Most companies that have switched their deployments to containers have faced this issue: traditional monitoring systems just don’t cut it when it comes to observability of containerized applications. Instead of focusing on nodes and applications running on them, the cluster approach to container orchestration systems requires to target application instances, which can run on multiple nodes—even several times on a single node— and typically have short life spans.

A new monitoring paradigm

Fortunately for us, Prometheus came early on in the ecosystem, providing an elegant solution to gather metrics from microservices and derive all sort of observability tools from them, including monitoring. Prometheus also allows to monitor the cluster nodes, by returning their metrics and aggregating them into views of their own. Problem solved, we can now get rid of our historical monitoring infrastructure. Or can we?

As much as we’d like to think all our applications are now containerized and all our machines are neutral cluster nodes in a large cattle, the reality is often very different. Most companies still have a large quantity of specialized machines—even snowflakes at times— that are not taken into account by your latest Kubernetes cluster. Should we keep Nagios running for those, or is it possible to make them fit into the new paradigm?

Using PuppetDB

For those of us running Puppet, the PuppetDB has for years been a great source of information on nodes managed by Puppet. It contains facts, catalogs, reports and more for all the nodes in the fleet. Let’s use this information to monitor the nodes and their services dynamically, using Prometheus!

Prometheus PuppetDB SD allows to link PuppetDB with your Prometheus infrastructure. At a regular interval, it queries the PuppetDB and retrieves a list of targets. It then outputs a scrape configuration which Prometheus can use. Sounds simple? It really is!

Puppet and Prometheus

The Vox Pupuli Puppet community has a great module to manage Prometheus. The puppet-prometheus module works out of the box and allows to install and configure a Prometheus server. It also provides the prometheus::scrape_job defined type to declare scrape jobs to be added to the server.

Declaring these scrape jobs as exported resources tags them as such in the PuppetDB, and they can then be realized on the Prometheus server. This is extremely useful, but only works when the Prometheus server is managed by Puppet, not when it is containerized! Prometheus PuppetDB SD fills this gap by scraping the exported resources from the PuppetDB and generating the Prometheus configurations, so you can get the best of both worlds: scrape jobs declared in Puppet alongside your applications, and a containerized Prometheus server!

Installation and Configuration

There’s several ways to install Prometheus PuppetDB SD, but let’s face it: if you’re using Prometheus, you probably have a Kubernetes cluster already, so let’s install it using Helm:


$ helm repo add camptocamp http://charts.camptocamp.com
$ helm install camptocamp/prometheus-puppetdb-sd --version 2.0.3

The following values should be provided:

  • prometheusPuppetdbSd.args.puppetdb.url: the PuppetDB URI
  • prometheusPuppetdbSd.args.prometheus.proxy-url: the Prometheus Push-proxy URL
  • prometheusPuppetdbSd.args.output.k8s-secret.secret-name: the name of the k8s secret used to output the Prometheus configuration
  • prometheusPuppetdbSd.args.output.k8s-secret.secret-key: the key in the k8s secret used for the output file name
  • CACert: the CA certificate used to authenticate the PuppetDB
  • Cert: the certificate used to connect to the PuppetDB
  • Key: the private key used to connect to the PuppetDB

WIth the official Prometheus Operator, setting prometheusSpec.additionalScrapeConfigsExternal to true will automatically configure Prometheus to mount the secret called {{ template "prometheus-operator.fullname" . }}-prometheus-scrape-confg and use the additional-scrape-configs.yaml key in it as additional configuration. This is thus the easiest way to configure Prometheus PuppetDB SD.

That’s it, you’re set!

Don’t hesitate to provide feedback and pull requests on the GitHub repository!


[Exercise objective]
Among the entries below, find the lines that hold the word "parallel" and report them.

Start of Block

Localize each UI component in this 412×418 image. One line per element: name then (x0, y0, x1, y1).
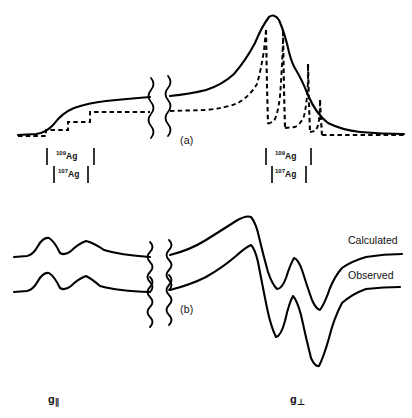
isotope-mass-right-107: 107 (275, 168, 285, 174)
panel-a-plot (0, 0, 412, 418)
isotope-symbol-right-107: Ag (285, 169, 296, 179)
g-perp-subscript: ⊥ (297, 397, 305, 407)
isotope-mass-left-107: 107 (58, 168, 68, 174)
isotope-symbol-right-109: Ag (285, 151, 296, 161)
epr-spectrum-figure: (a) (b) 109Ag 107Ag 109Ag 107Ag Calculat… (0, 0, 412, 418)
isotope-label-right-107ag: 107Ag (275, 168, 296, 179)
absorption-envelope-curve (18, 16, 404, 135)
g-parallel-symbol: g (48, 393, 55, 405)
panel-a-caption: (a) (180, 134, 193, 146)
g-perp-symbol: g (290, 393, 297, 405)
g-parallel-subscript: ∥ (55, 397, 60, 407)
axis-break-panel-a (149, 76, 171, 138)
isotope-label-left-109ag: 109Ag (56, 150, 77, 161)
isotope-label-right-109ag: 109Ag (275, 150, 296, 161)
g-perpendicular-axis-label: g⊥ (290, 393, 305, 407)
isotope-symbol-left-109: Ag (66, 151, 77, 161)
derivative-observed-curve (14, 245, 400, 366)
isotope-mass-left-109: 109 (56, 150, 66, 156)
panel-b-caption: (b) (180, 303, 193, 315)
observed-trace-label: Observed (348, 269, 394, 281)
hyperfine-stick-dashed-curve (18, 30, 404, 136)
isotope-mass-right-109: 109 (275, 150, 285, 156)
g-parallel-axis-label: g∥ (48, 393, 59, 407)
isotope-label-left-107ag: 107Ag (58, 168, 79, 179)
axis-break-panel-b (148, 240, 172, 327)
derivative-calculated-curve (14, 217, 402, 311)
isotope-symbol-left-107: Ag (68, 169, 79, 179)
calculated-trace-label: Calculated (348, 234, 398, 246)
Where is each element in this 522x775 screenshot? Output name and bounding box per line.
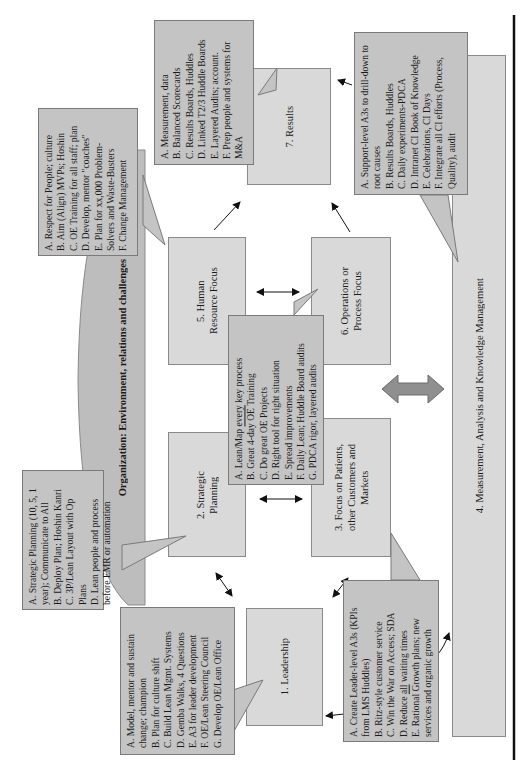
callout-strategic-planning: A. Strategic Planning (10, 5, 1 year); C… (22, 470, 104, 610)
callout-leadership-item: F. OE/Lean Steering Council (199, 614, 211, 748)
callout-operations: A. Lean/Map every key process B. Great 4… (228, 315, 324, 485)
callout-measurement-item: C. Daily experiments-PDCA (396, 39, 408, 189)
callout-hr-item: B. Aim (Align) MVPs; Hoshin (55, 115, 67, 251)
callout-leadership-item: A. Model, mentor and sustain change; cha… (125, 614, 150, 748)
callout-measurement-item: F. Integrate all CI efforts (Process, Qu… (433, 39, 458, 189)
callout-focus-item: C. Win the War on Access; SDA (385, 587, 397, 737)
callout-results-item: C. Results Boards, Huddles (184, 28, 196, 159)
callout-results-item: F. Prep people and systems for M&A (221, 28, 246, 159)
callout-focus-item: D. Reduce all waiting times (398, 587, 410, 737)
callout-operations-item: B. Great 4-day OE Training (245, 322, 257, 480)
callout-human-resource: A. Respect for People; culture B. Aim (A… (38, 108, 138, 256)
callout-strategic-item: A. Strategic Planning (10, 5, 1 year); C… (27, 477, 52, 605)
callout-measurement-item: D. Intranet CI Book of Knowledge (409, 39, 421, 189)
callout-measurement-item: E. Celebrations, CI Days (421, 39, 433, 189)
callout-operations-item: A. Lean/Map every key process (233, 322, 245, 480)
callout-results-item: D. Linked T2/3 Huddle Boards (196, 28, 208, 159)
callout-hr-item: D. Develop, mentor "coaches" (80, 115, 92, 251)
callout-measurement-item: A. Support-level A3s to drill-down to ro… (359, 39, 384, 189)
callout-focus-item: E. Rational Growth plans; new services a… (410, 587, 435, 737)
callout-leadership-item: C. Build Lean Mgmt. Systems (162, 614, 174, 748)
callout-leadership-item: D. Gemba Walks, 4 Questions (175, 614, 187, 748)
callout-strategic-item: B. Deploy Plan; Hoshin Kanri (52, 477, 64, 605)
callout-results: A. Measurement, data B. Balanced Scoreca… (154, 20, 254, 165)
callout-results-item: E. Layered Audits; account. (209, 28, 221, 159)
callout-strategic-item: C. 3P/Lean Layout with Op Plans (64, 477, 89, 605)
callout-leadership: A. Model, mentor and sustain change; cha… (120, 607, 235, 755)
callout-measurement: A. Support-level A3s to drill-down to ro… (354, 32, 468, 195)
callout-operations-item: E. Spread improvements (283, 322, 295, 480)
callout-leadership-item: B. Plan for culture shift (150, 614, 162, 748)
callout-operations-item: D. Right tool for right situation (270, 322, 282, 480)
callout-hr-item: A. Respect for People; culture (43, 115, 55, 251)
callout-operations-item: G. PDCA rigor, layered audits (307, 322, 319, 480)
callout-hr-item: F. Change Management (117, 115, 129, 251)
callout-focus-customers: A. Create Leader-level A3s (KPIs from LM… (343, 580, 439, 742)
callout-operations-item: F. Daily Lean; Huddle Board audits (295, 322, 307, 480)
callout-results-item: A. Measurement, data (159, 28, 171, 159)
callout-leadership-item: G. Develop OE/Lean Office (212, 614, 224, 748)
callout-focus-item: B. Ritz-style customer service (373, 587, 385, 737)
callout-results-item: B. Balanced Scorecards (171, 28, 183, 159)
callout-hr-item: C. OE Training for all staff; plan (68, 115, 80, 251)
callout-leadership-item: E. A3 for leader development (187, 614, 199, 748)
callout-strategic-item: D. Lean people and process before EMR or… (89, 477, 114, 605)
callout-focus-item: A. Create Leader-level A3s (KPIs from LM… (348, 587, 373, 737)
callout-operations-item: C. Do great OE Projects (258, 322, 270, 480)
callout-measurement-item: B. Results Boards, Huddles (384, 39, 396, 189)
callout-hr-item: E. Plan for xx,000 Problem-Solvers and W… (93, 115, 118, 251)
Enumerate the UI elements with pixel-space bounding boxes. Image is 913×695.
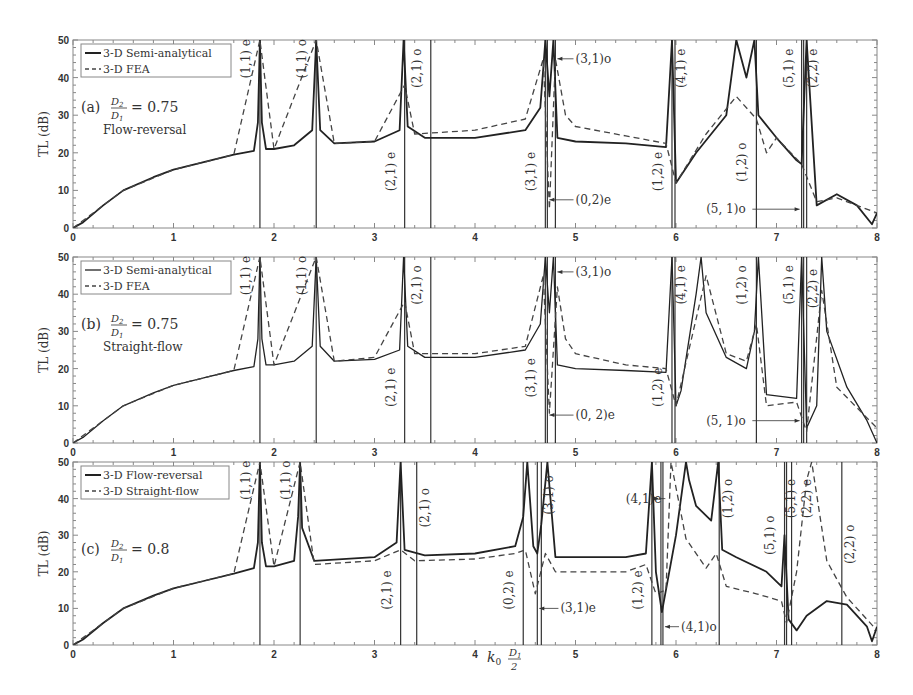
mode-annotation: (2,1) e [384, 152, 398, 191]
y-axis-label: TL (dB) [37, 531, 51, 577]
mode-annotation: (5,1) e [782, 265, 796, 304]
x-tick-label: 3 [372, 649, 378, 660]
x-tick-label: 0 [70, 447, 76, 458]
x-tick-label: 8 [874, 649, 880, 660]
mode-annotation: (1,2) e [631, 570, 645, 609]
y-tick-label: 30 [58, 110, 70, 121]
x-tick-label: 5 [573, 232, 579, 243]
ratio-denominator-sub: 1 [119, 115, 123, 123]
chart-panel-c: 01234567801020304050TL (dB)3-D Flow-reve… [37, 457, 880, 660]
mode-annotation: (3,1) o [542, 475, 556, 515]
x-axis-label-num: D1 [508, 647, 522, 660]
x-tick-label: 3 [372, 232, 378, 243]
y-tick-label: 20 [58, 567, 70, 578]
y-tick-label: 40 [58, 289, 70, 300]
legend-label: 3-D Semi-analytical [103, 264, 212, 277]
mode-annotation: (0,2) e [502, 570, 516, 609]
y-axis-label: TL (dB) [37, 111, 51, 157]
y-tick-label: 50 [58, 252, 70, 263]
y-tick-label: 30 [58, 530, 70, 541]
x-axis-label-den: 2 [510, 661, 517, 672]
x-axis-label: k0D12 [487, 647, 522, 672]
mode-annotation: (5, 1)o [706, 202, 746, 216]
mode-annotation: (4,1) e [674, 265, 688, 304]
x-tick-label: 1 [171, 649, 177, 660]
x-tick-label: 4 [472, 232, 478, 243]
mode-annotation: (0, 2)e [576, 408, 615, 422]
mode-annotation: (1,2) o [735, 142, 749, 182]
panel-label: (b) [81, 316, 101, 332]
mode-annotation: (5,1) e [782, 49, 796, 88]
y-tick-label: 30 [58, 326, 70, 337]
y-tick-label: 0 [63, 640, 69, 651]
panel-label: (a) [81, 99, 100, 115]
y-axis-label: TL (dB) [37, 327, 51, 373]
mode-annotation: (2,1) o [418, 488, 432, 528]
mode-annotation: (1,1) o [279, 461, 293, 501]
figure: 01234567801020304050TL (dB)3-D Semi-anal… [0, 0, 913, 695]
mode-annotation: (2,1) o [410, 265, 424, 305]
mode-annotation: (2,1) o [410, 48, 424, 88]
x-tick-label: 2 [271, 649, 277, 660]
x-tick-label: 2 [271, 232, 277, 243]
x-tick-label: 7 [774, 232, 780, 243]
legend-label: 3-D Semi-analytical [103, 47, 212, 60]
mode-annotation: (1,2) e [651, 152, 665, 191]
legend: 3-D Flow-reversal3-D Straight-flow [81, 466, 229, 499]
x-tick-label: 1 [171, 232, 177, 243]
x-tick-label: 7 [774, 447, 780, 458]
ratio-denominator-sub: 1 [119, 557, 123, 565]
x-tick-label: 1 [171, 447, 177, 458]
mode-annotation: (3,1)o [576, 265, 612, 279]
y-tick-label: 0 [63, 438, 69, 449]
ratio-denominator-sub: 1 [119, 332, 123, 340]
mode-annotation: (1,2) o [735, 265, 749, 305]
y-tick-label: 40 [58, 73, 70, 84]
ratio-value: = 0.75 [131, 99, 178, 115]
x-tick-label: 6 [673, 649, 679, 660]
configuration-label: Flow-reversal [103, 123, 186, 137]
legend: 3-D Semi-analytical3-D FEA [81, 261, 231, 294]
legend-label: 3-D Flow-reversal [103, 469, 203, 482]
mode-annotation: (1,1) o [295, 256, 309, 296]
y-tick-label: 10 [58, 401, 70, 412]
panel-label: (c) [81, 541, 100, 557]
configuration-label: Straight-flow [103, 340, 183, 354]
legend-label: 3-D FEA [103, 63, 151, 76]
mode-annotation: (5,1) e [784, 479, 798, 518]
chart-panel-a: 01234567801020304050TL (dB)3-D Semi-anal… [37, 35, 880, 243]
y-tick-label: 0 [63, 223, 69, 234]
mode-annotation: (1,2) o [721, 479, 735, 518]
y-tick-label: 50 [58, 457, 70, 468]
legend-label: 3-D Straight-flow [103, 485, 200, 498]
mode-annotation: (3,1) e [524, 152, 538, 191]
ratio-value: = 0.8 [131, 541, 169, 557]
mode-annotation: (4,1)o [681, 620, 717, 634]
mode-annotation: (0,2)e [576, 193, 612, 207]
x-tick-label: 8 [874, 232, 880, 243]
mode-annotation: (2,2) o [843, 525, 857, 565]
x-tick-label: 4 [472, 447, 478, 458]
mode-annotation: (2,2) e [806, 49, 820, 88]
x-tick-label: 4 [472, 649, 478, 660]
x-tick-label: 5 [573, 649, 579, 660]
x-tick-label: 2 [271, 447, 277, 458]
mode-annotation: (2,2) e [806, 269, 820, 308]
y-tick-label: 50 [58, 35, 70, 46]
mode-annotation: (1,1) o [295, 39, 309, 79]
x-tick-label: 3 [372, 447, 378, 458]
mode-annotation: (1,1) e [239, 461, 253, 500]
mode-annotation: (1,1) e [239, 256, 253, 295]
mode-annotation: (3,1) e [524, 358, 538, 397]
x-axis-label-k: k0 [487, 649, 501, 667]
x-tick-label: 6 [673, 447, 679, 458]
mode-annotation: (3,1)e [560, 601, 596, 615]
mode-annotation: (3,1)o [576, 52, 612, 66]
x-tick-label: 7 [774, 649, 780, 660]
y-tick-label: 20 [58, 364, 70, 375]
mode-annotation: (4,1) e [674, 49, 688, 88]
y-tick-label: 20 [58, 148, 70, 159]
chart-panel-b: 01234567801020304050TL (dB)3-D Semi-anal… [37, 252, 880, 458]
x-tick-label: 8 [874, 447, 880, 458]
ratio-value: = 0.75 [131, 316, 178, 332]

End of Block

[Exercise result]
g-parallel-symbol: g (48, 393, 55, 405)
g-parallel-subscript: ∥ (55, 397, 60, 407)
g-parallel-axis-label: g∥ (48, 393, 59, 407)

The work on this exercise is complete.